Just five years ago the fate of city living seemed sealed. A deluge of apartments , developed to meet a perceived demand, saturated the market.

The ‘new communities’ were nothing of the sort, instead vast swathes of empty waterside flats owned by investors.

Now the market has done a 180. The recession saw increasing numbers of people declined mortgages, forced to consider renting – thus the city centre rentals market has boomed.

“This time last year we would have had about 100 properties up for rent,” says Mike Moon, Linley and Simpson’s city centre branch manager. “Now we have about 35 on the market.

“Although they couldn’t have gone on building more apartment blocks, we could do with one or two more now just so we can meet the demand. It’s so high that most of the properties we let still have occupiers in them and, the minute their tenancies elapse, they can move someone else straight in.”

City living sales remain difficult, however. Matt Wood moved into his riverside apartment in 2011 and even though he’s financially secure, mortgage providers still seem reluctant to offer him a new mortgage now his deal is due to end.

“I think a lot of the banks got their fingers burned” he says. “And now they say they’re reluctant to lend to buy any apartments above the first floor – which is pretty much every place in the heart of Leeds.”

But it’s not all bad news.
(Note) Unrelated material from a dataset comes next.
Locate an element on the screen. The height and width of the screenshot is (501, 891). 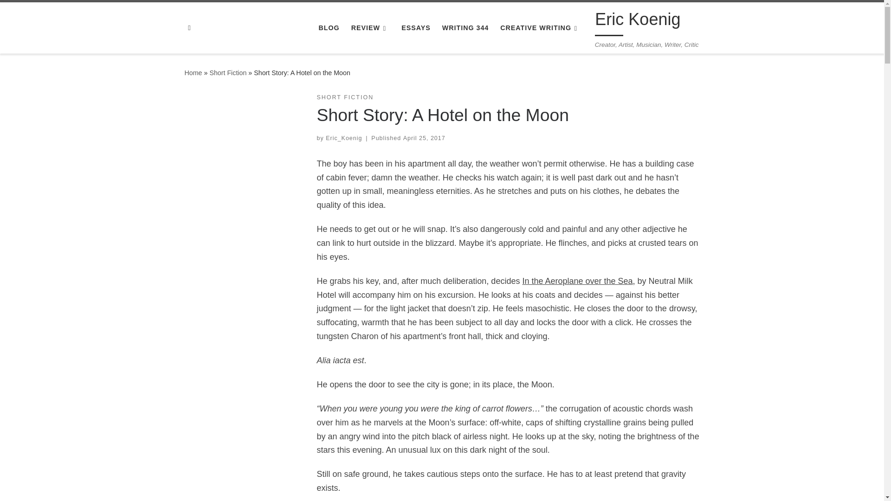
Eric Koenig is located at coordinates (637, 21).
Paul Taylor is a director at Creative Space Management and has been buying and selling city living pads for the past four years.

“I think the market is just correcting itself now,” he says. “The flats were overpriced initially, then they fell too low when the recession came – some were 50 per cent of their original price.

“From looking around I think they’re selling for closer to 65 per cent of their original price. Things seem to have got better just in the past few months with more of a variety of people moving in as owner/occupiers. Which can only be a good thing for city living”.